Yvette Cooper has announced plans to crackdown on cybercrime during the last day of the Labour Party Conference in Brighton.

In a 2011 Cabinet Office Report it was estimated that cybercrime costs Britain somewhere in the region of £27 billion per year with the government bearing £2 billion of that total and individuals losing to the tuner of £3 billion per annum.

Cooper claimed that fraud is up by 30%, adding that, “we know that’s [only] the tip of the iceberg because most online crime like credit card and identity fraud goes unreported.”

The shadow Home Secretary said that if the Labour Party forms the next UK government after the next general election then it will launch a targeted response to digital crimes such as internet shopping fraud. She also committed a future Labour government to creating new legislation which would make identity theft a specific criminal offence that would be far easier to prosecute.

A report in July from the all-party home affairs select committee discovered that hackers who stole money online were receiving far shorter sentences than if they had physically robbed a bank.

“We need changes in the law to make it easier to prosecute identity theft,” said Cooper, “When the credit card companies and banks write off so much fraud we all lose out from higher charges,” adding that, “The police don’t have the skills, the equipment or the structures to cope. Families are already facing pressure and they will have to pay an ever higher price.”

Cooper also committed her party to two major new initiatives which would help in the battle against online crime.

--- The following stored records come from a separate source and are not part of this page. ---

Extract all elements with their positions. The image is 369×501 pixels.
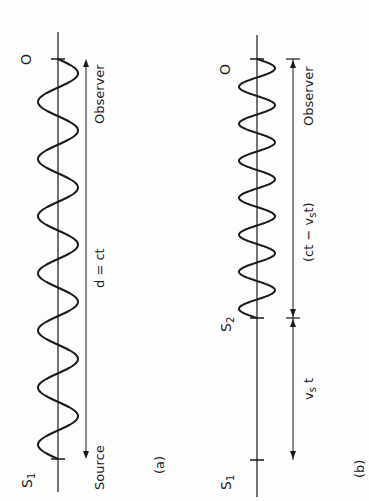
distance-label-b2: vs t bbox=[301, 378, 318, 400]
arrowhead-up-icon bbox=[290, 60, 296, 68]
arrowhead-down-icon bbox=[290, 309, 296, 317]
diagram-canvas: O S1 Observer Source d = ct (a) O S2 S1 … bbox=[0, 0, 369, 501]
distance-label-a: d = ct bbox=[92, 248, 107, 288]
panel-a: O S1 Observer Source d = ct (a) bbox=[18, 32, 167, 492]
arrowhead-up-icon bbox=[83, 59, 89, 67]
caption-a: (a) bbox=[152, 456, 167, 474]
observer-text-a: Observer bbox=[92, 64, 107, 124]
distance-label-b1: (ct − vst) bbox=[301, 202, 318, 262]
arrowhead-up-icon bbox=[290, 319, 296, 327]
source1-label-b: S1 bbox=[218, 475, 236, 490]
doppler-figure: O S1 Observer Source d = ct (a) O S2 S1 … bbox=[0, 0, 369, 501]
observer-text-b: Observer bbox=[301, 66, 316, 126]
arrowhead-down-icon bbox=[290, 451, 296, 459]
source-text-a: Source bbox=[92, 445, 107, 490]
arrowhead-down-icon bbox=[83, 451, 89, 459]
caption-b: (b) bbox=[352, 460, 367, 478]
source2-label-b: S2 bbox=[218, 317, 236, 332]
observer-symbol-a: O bbox=[18, 54, 34, 65]
observer-symbol-b: O bbox=[217, 64, 233, 75]
panel-b: O S2 S1 Observer (ct − vst) vs t (b) bbox=[217, 35, 367, 497]
source-label-a: S1 bbox=[19, 473, 37, 488]
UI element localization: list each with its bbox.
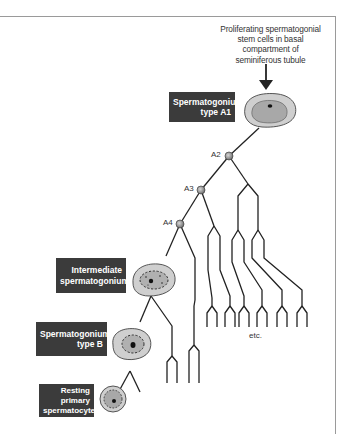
node-a3-icon bbox=[197, 186, 205, 194]
label-line: Intermediate bbox=[60, 265, 122, 276]
node-a2-label: A2 bbox=[211, 150, 221, 159]
terminal-forks bbox=[167, 306, 307, 383]
down-arrow-icon bbox=[259, 64, 273, 90]
etc-label: etc. bbox=[249, 331, 262, 340]
node-a3-label: A3 bbox=[184, 184, 194, 193]
label-line: primary bbox=[43, 396, 90, 406]
node-a4-icon bbox=[176, 220, 184, 228]
label-line: spermatogonium bbox=[60, 276, 122, 287]
node-a2-icon bbox=[225, 152, 233, 160]
cell-resting-spermatocyte-icon bbox=[100, 386, 126, 412]
label-resting-primary-spermatocyte: Resting primary spermatocyte bbox=[39, 384, 94, 417]
cell-type-b-icon bbox=[113, 329, 151, 360]
label-spermatogonium-a1: Spermatogonium type A1 bbox=[169, 92, 235, 122]
label-line: Spermatogonium bbox=[40, 329, 103, 340]
label-intermediate-spermatogonium: Intermediate spermatogonium bbox=[56, 258, 126, 293]
label-line: type B bbox=[40, 339, 103, 350]
lineage-tree bbox=[0, 0, 345, 434]
node-a4-label: A4 bbox=[163, 218, 173, 227]
label-line: Resting bbox=[43, 386, 90, 396]
cell-a1-icon bbox=[245, 94, 296, 128]
label-line: spermatocyte bbox=[43, 406, 90, 416]
cell-intermediate-icon bbox=[133, 264, 175, 296]
label-line: Spermatogonium bbox=[173, 97, 231, 108]
label-line: type A1 bbox=[173, 107, 231, 118]
label-spermatogonium-type-b: Spermatogonium type B bbox=[36, 322, 107, 356]
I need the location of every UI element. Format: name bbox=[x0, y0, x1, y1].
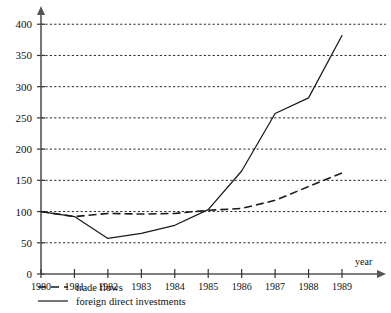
y-axis-tick-label: 300 bbox=[16, 81, 33, 93]
x-axis-tick-label: 1984 bbox=[165, 281, 185, 292]
y-axis-arrow-icon bbox=[37, 6, 45, 15]
y-axis-tick-label: 100 bbox=[16, 206, 33, 218]
y-axis-tick-label: 200 bbox=[16, 143, 33, 155]
legend: trade flows foreign direct investments bbox=[38, 282, 186, 307]
x-axis-tick-label: 1988 bbox=[299, 281, 319, 292]
y-axis-tick-label: 150 bbox=[16, 174, 33, 186]
y-axis-tick-label: 400 bbox=[16, 18, 33, 30]
x-axis-arrow-icon bbox=[377, 270, 386, 278]
x-axis-tick-label: 1989 bbox=[332, 281, 352, 292]
series-line-trade-flows bbox=[41, 173, 342, 217]
y-axis-tick-label: 0 bbox=[27, 268, 33, 280]
x-axis-tick-label: 1985 bbox=[198, 281, 218, 292]
x-axis-tick-label: 1987 bbox=[265, 281, 285, 292]
y-axis-tick-label: 250 bbox=[16, 112, 33, 124]
legend-label-trade-flows: trade flows bbox=[76, 282, 123, 293]
legend-label-foreign-direct-investments: foreign direct investments bbox=[76, 296, 186, 307]
x-axis-label: year bbox=[355, 256, 373, 267]
x-axis-tick-label: 1986 bbox=[232, 281, 252, 292]
x-axis-tick-label: 1983 bbox=[131, 281, 151, 292]
y-axis-tick-label: 50 bbox=[21, 237, 33, 249]
series-line-foreign-direct-investments bbox=[41, 35, 342, 238]
y-axis-tick-labels-group: 050100150200250300350400 bbox=[16, 18, 33, 280]
chart-canvas: 050100150200250300350400 198019811982198… bbox=[0, 0, 391, 313]
y-axis-tick-label: 350 bbox=[16, 49, 33, 61]
line-chart: 050100150200250300350400 198019811982198… bbox=[0, 0, 391, 313]
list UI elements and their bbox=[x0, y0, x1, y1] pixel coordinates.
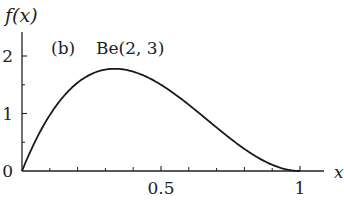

The first would be a new organisation charged with challenging online fraud. The industry-backed body – known as FraudWatch – would be modelled on the Internet Watch Foundation which already tackles some forms of online crime, especially with regard to children.

The second program, known as “Police First” would be based on Teach First and will look to recruit the best tech graduates into the police force in order to improve their ability to police cybercrime. Personally I wonder if this will work as I suspect police salaries may be too low to attract the best candidates?

Ms Cooper said, “We live our lives online now, but criminals know that too. It’s a big risk for business – online trade should be a big area for economic growth – and it’s a big cost for all of us. When the credit card companies and banks write off so much fraud we all lose out from higher charges.”

Cooper criticised the Education Secretary, Michael Gove, whom she accused of blocking the internet from being mentioned as part of school sex education lessons. She said the secretary, and the coalition government as a whole, had not, “faced up to the 21st century pressures on our children.”

She instead claimed that a Labour government would update the curriculum to include the web and said such  lessons would be compulsory – “We need a Labour government to make sure there is updated sex and relationship education for boys and girls – zero tolerance of violence.”